A 40-metre-high tower supporting and enclosing the flues of a new low-carbon emissions energy centre in the centre of Manchester: this is the signature artefact of UK-based “finely crafted architecture, landscape and art” studio Tonkin Liu. They have called it the Tower of Light. It is a “biomimetic” structure, the design of which the architectural firm has been researching, in collaboration with the engineering company Arup, for a decade. Moreover, its construction was entrusted to local manufacturers. The result is the largest “Shell Lace Structure” tower ever built, a super-lightweight structure that reproduces geometries found in nature and uses “the least material to achieve the most“. So, in the words of the architectural firm, ” the tower’s form is its strength“.
For its construction, 6 and 8 mm thick steel plates were used, laser-cut and shaped, then welded into a curved, rigid and resistant surface. The interior of the tower houses a series of moving reflectors, driven by the force of the wind, which reflect light throughout the day in a play of moving flashes. At night, however, these same reflectors return the rays from the LED lights inside the tower. With minimal energy use, a series of animated sequences programmed every quarter of an hour mark the passage of time.

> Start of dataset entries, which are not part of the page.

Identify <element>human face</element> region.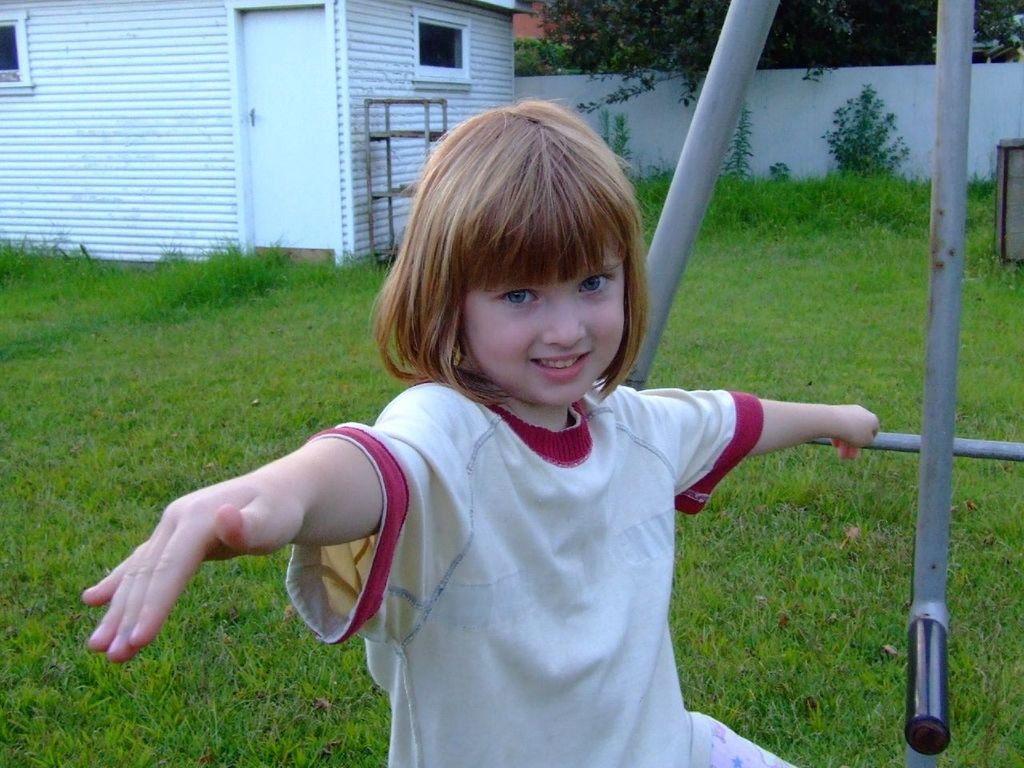
Region: 461,244,627,404.
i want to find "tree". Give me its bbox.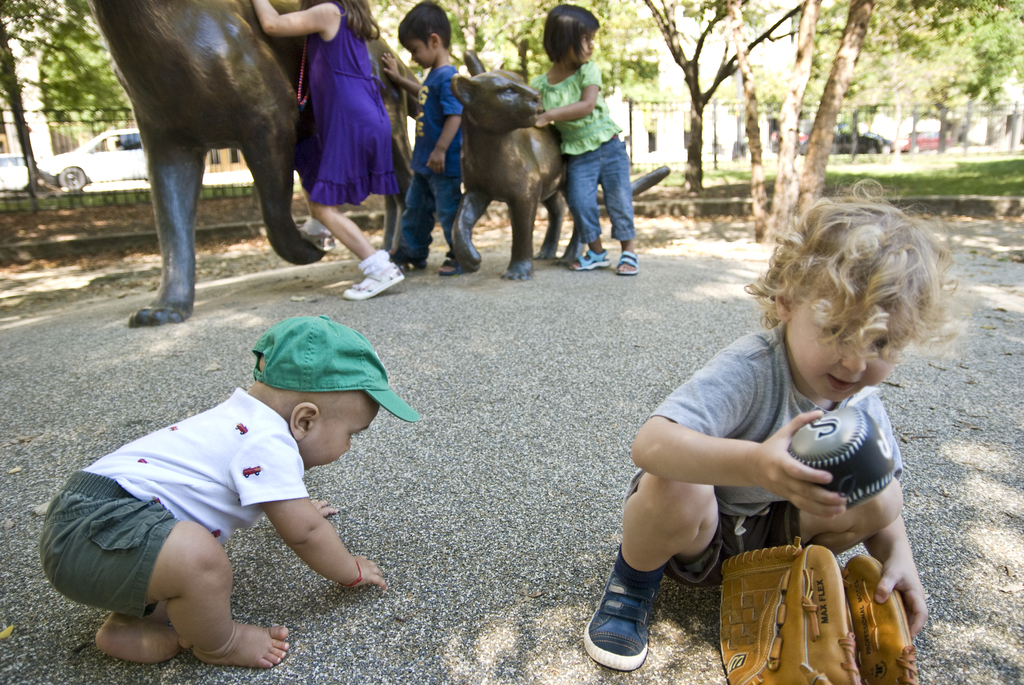
0/0/134/195.
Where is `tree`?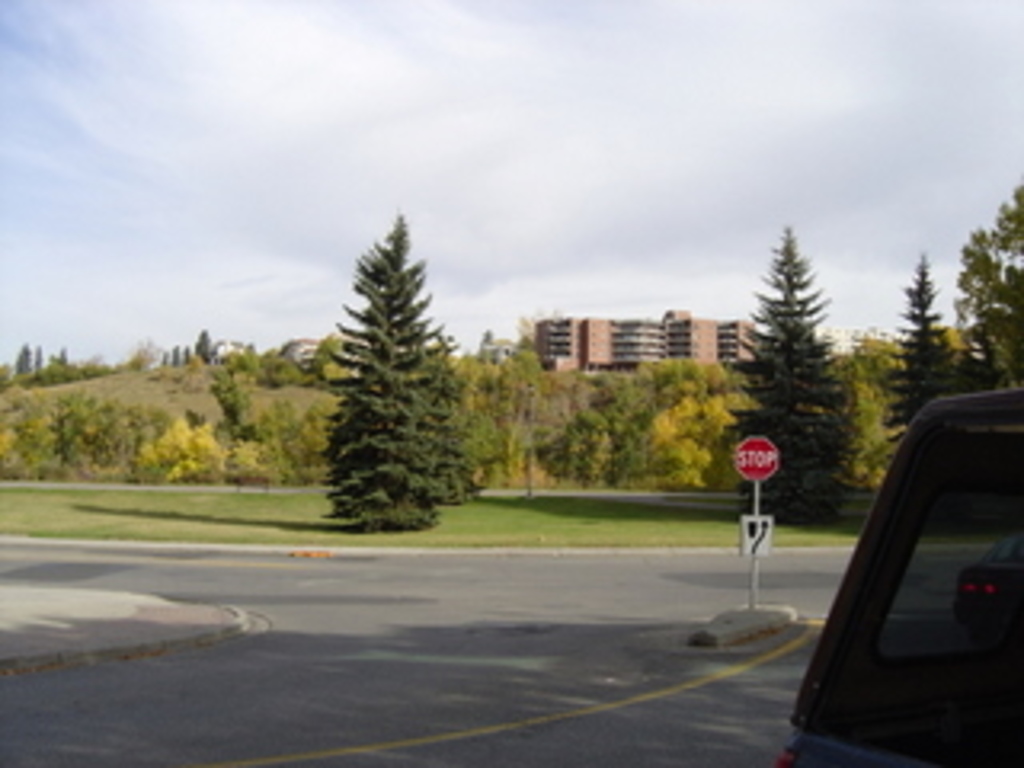
locate(726, 224, 842, 534).
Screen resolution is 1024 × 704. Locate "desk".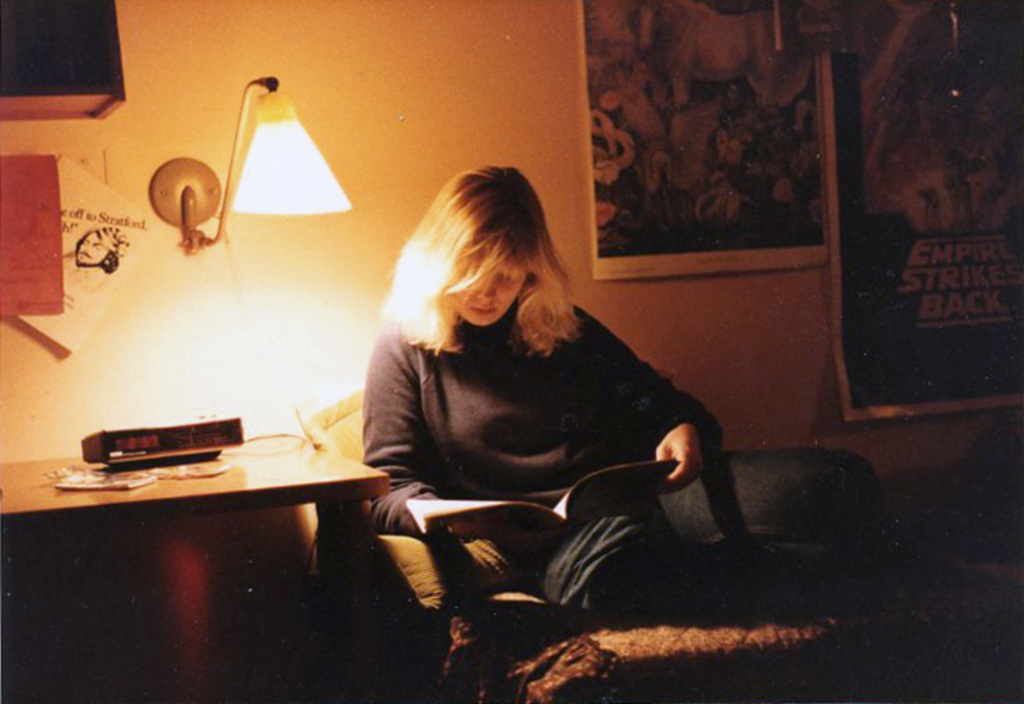
x1=15 y1=410 x2=403 y2=645.
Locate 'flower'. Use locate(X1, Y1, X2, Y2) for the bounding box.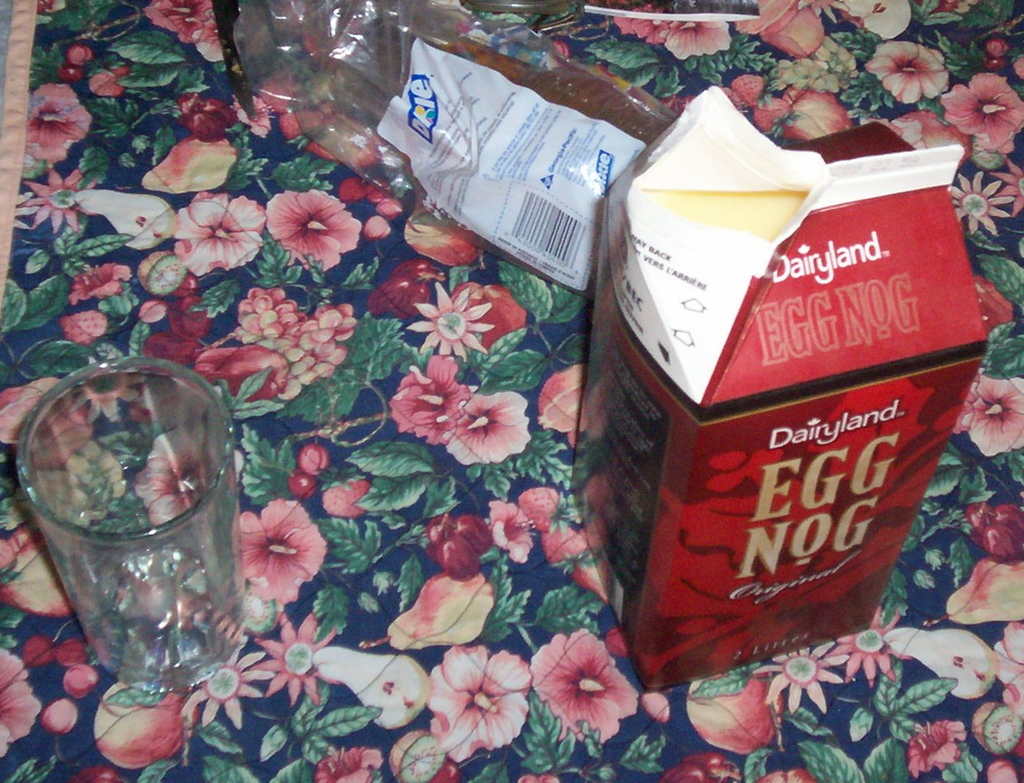
locate(958, 372, 1023, 456).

What Tonkin Liu calls the Wall of Energy has been designed at the base of the Tower of Light. This is the street façade of Manchester’s energy centre, which serves as a prelude to the Tower of Light and evokes “the dynamic energy of earth’s movements”. An iteration of a total of 1,373 glazed ceramic tiles, in a rhomboidal pattern with 31 variations of the same shape, cover the 63-metre long and 4 to 6-metre high façade. In a new play of light, the tiles reflect the sun’s rays or the movement of clouds in the sky, as well as the lights of the traffic and adjacent buildings. Finally, a long ribbon-shaped window runs along the façade and opens up the technology centre to the view of passers-by and onlookers.